Yizkor in a time of solitude
Basya Rochel Luchins of Teaneck was raised on a typical small-town Army base in the South and attended the University of West Georgia. Life has taken her to large and small Jewish communities over the United States. She is a human resources professional at New York Presbyterian Hospital and shares her life with her husband, two stepchildren, and their dog, Junebug.
The last few weeks have been a whirlwind for my family and me, as it has been for so many others.
On the Thursday before Passover, I was informed that due to having an autoimmune disorder, I will be unable to perform my hospital-based job until further notice. Then, on Friday, my husband and I found out that my father-in-law possibly will need surgery to prevent the spread of an infection he developed after an accident last year. My in-laws, by the way, had to spend Passover without family for the first time in their lives — including 50 years of marriage. On Monday, we received an announcement that our oldest nephew is engaged. Later that same day, we made a Zoom shiva call to a friend who lost their father to covid-19. Then, to end our emotional roller-coaster of a day, we found out that a close family member likely has contracted covid-19.
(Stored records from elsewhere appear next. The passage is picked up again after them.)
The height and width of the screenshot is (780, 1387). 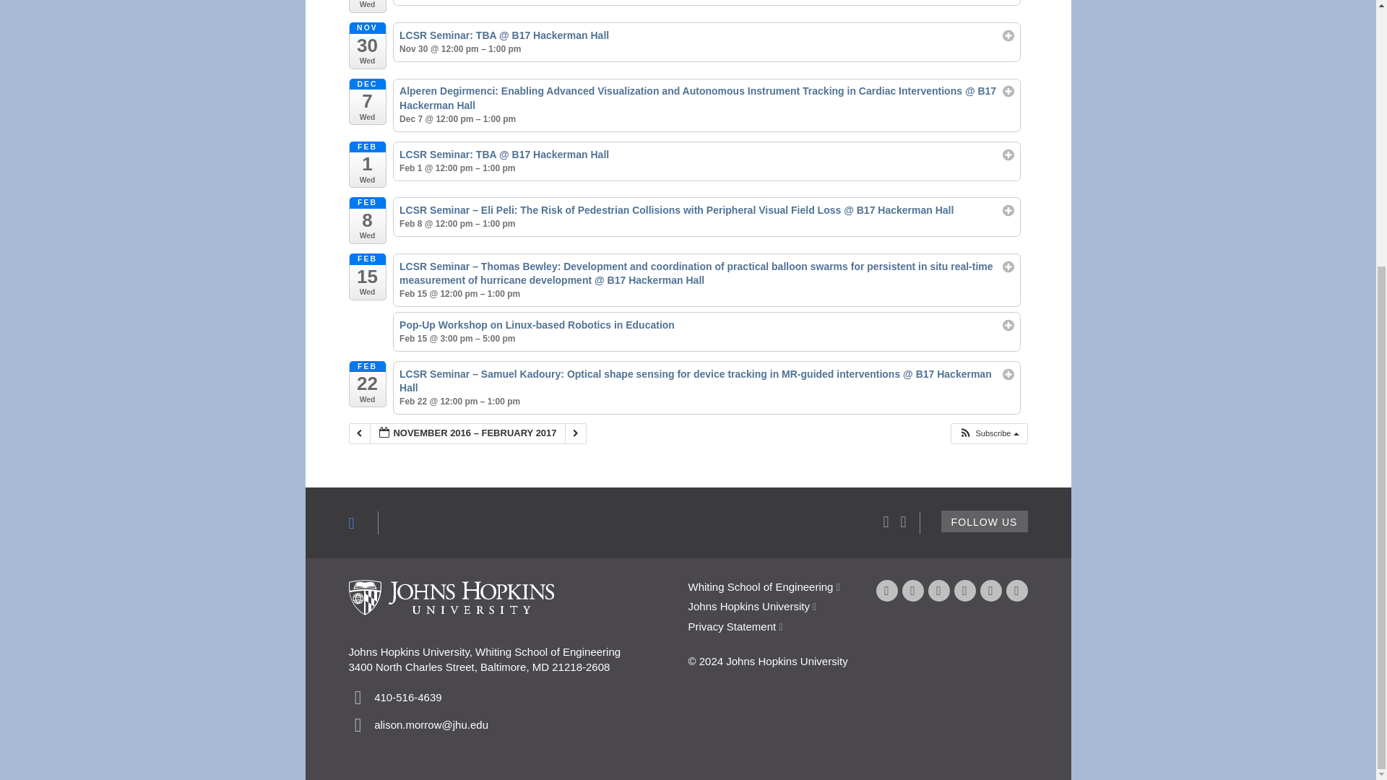 What do you see at coordinates (912, 591) in the screenshot?
I see `Twitter` at bounding box center [912, 591].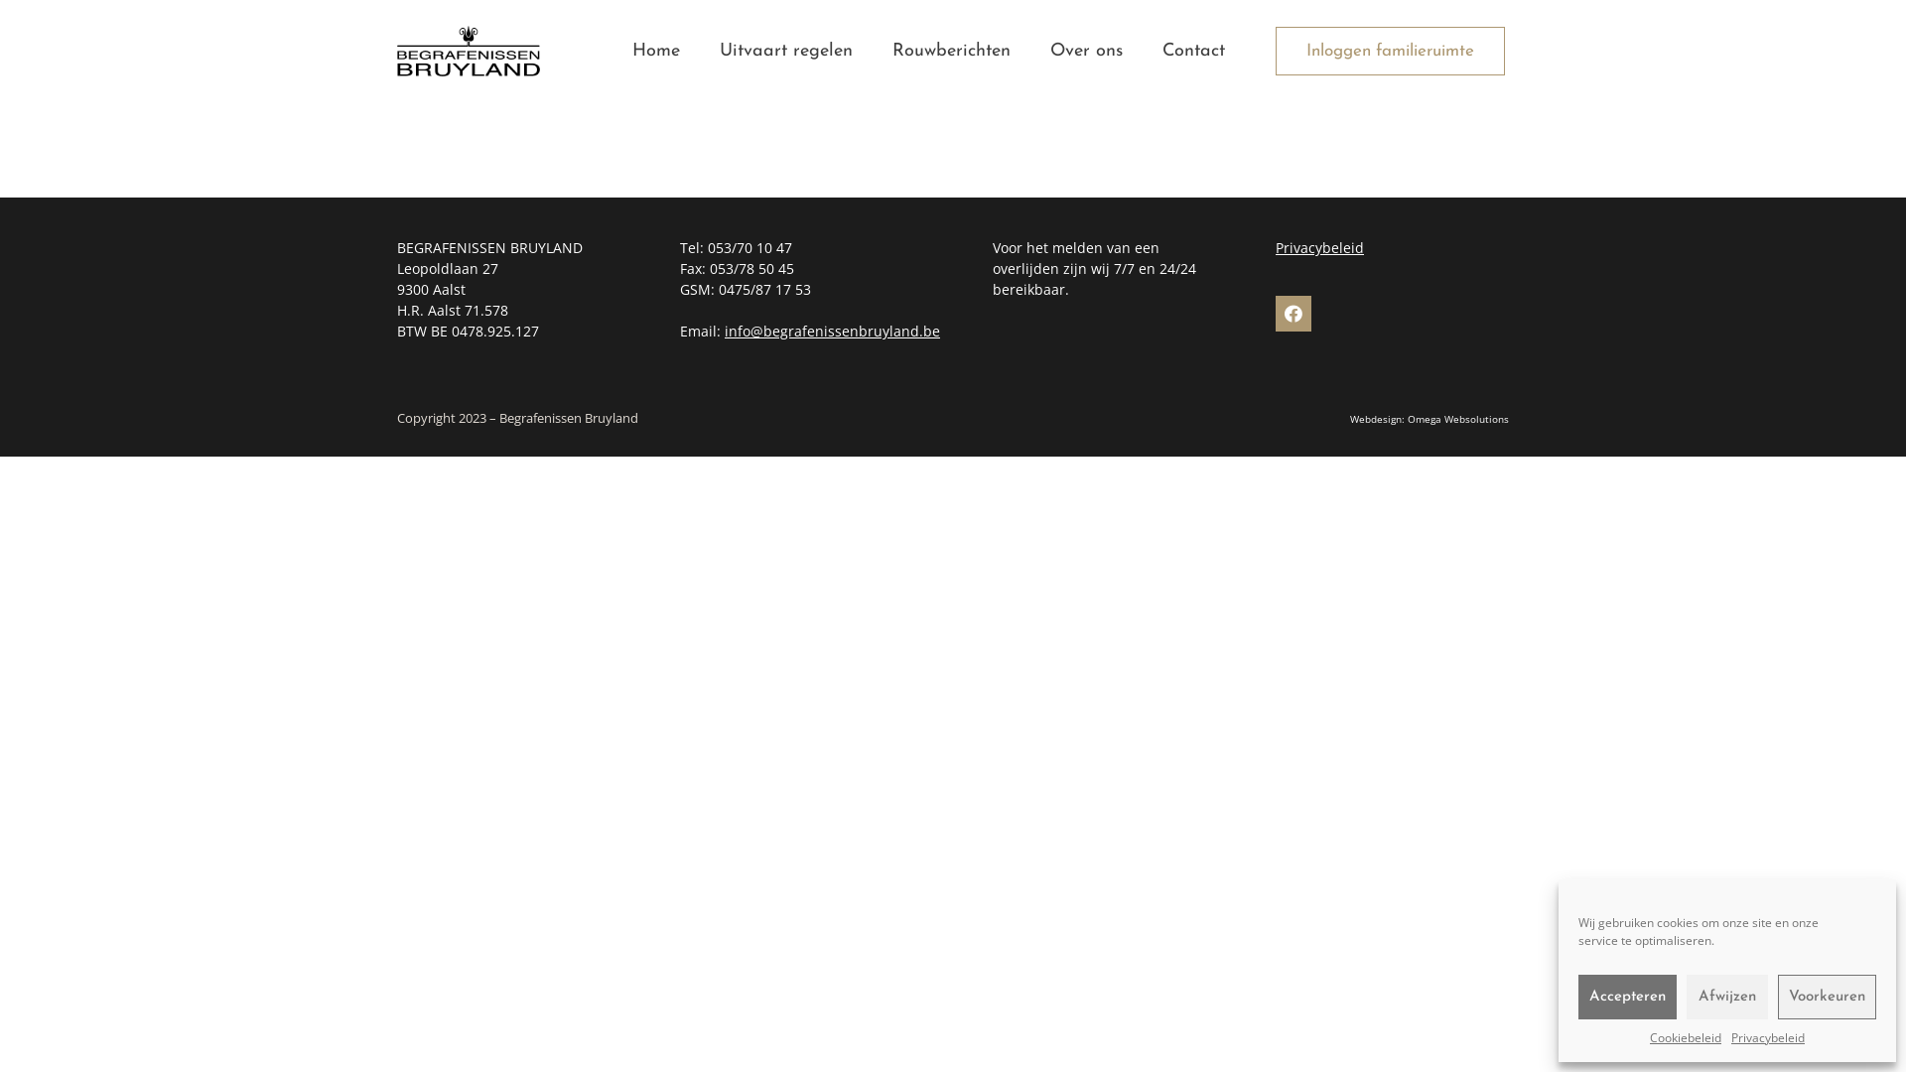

Amid all this chaos, I’m participating in a women’s interfaith fellowship through the New York Jewish Community Relations Council. I had planned to talk about Passover at our next meeting, because the holiday was to start in a little over a week. But as I rehearsed my thoughts about the significance of the seder, the matzah, and four cups of wine, my words felt flat and hollow. I kept hearing my friend’s words from our shiva call, talking about saying goodbye to his father while he lay dying, alone. How our traditions for burial have had to change due to this pandemic, and how our community is not allowed to mourn the way we have for millennia.
It’s the mourning that finally broke me. I know firsthand how seriously we take care of our dead and our mourners.
I started thinking of a prayer I have said four times a year for 15 years. The prayer is called Yizkor, literally “Remember.” It is an additional prayer we say for our departed, and traditionally a Jewish person may start saying Yizkor only when one of their parents has died and the mourning period is finished. We say this to implore God to remember the souls of our relatives, our friends, and our martyrs. Four times a year — at Passover, Shavuot, Yom Kippur, and Sukkot — I stay in the sanctuary and recite Yizkor for my father.
Mourning for my father has had a troubling history. Before his passing, my father asked that I not mourn his death according to Jewish law. Though he was supportive of my initial entry to Jewish observance, he had seen the difficulty I went through when I joined an ultra-Orthodox community a few years into my observance, and he saw the pain I had endured when I eventually left that community. As a father looking out for his daughter, he was afraid that if I followed the halachic laws of mourning, I would return to the community that had caused me pain. So upon his passing, I mourned quietly and alone.
Every 19 years, Yizkor falls on my birthday, and that co-incidence happened in 2019. I wanted my mom to visit, to celebrate both my 40th birthday and the holiday it fell on. She was unable to visit and I felt so angry, because over the past year, I had been gravely ill and my half-sister had passed away. I acutely understood that the next time Yizkor falls on my birthday, my mom likely will be gone, and on that birthday I will be an orphan.
Fast forward to now, when I don’t even get to say Yizkor this Passover to prevent the spread of covid-19, and my heart breaks. Not just for me, but for all of us who cannot say Yizkor this year, and even more so for the Jews that will need to say it in the coming years as a result of the toll this pandemic is having on us.
But through these tears, it is my hope that my tefillah and all the tefillahs of Klal Yisrael are heard this Pesach, just like Hashem heard our ancestors’ tefilahs in Mitzrayim so long ago, and we and our loved ones will receive a complete refuah and that this Pesach we will say for the last time “Next Year in Yerushalayim.”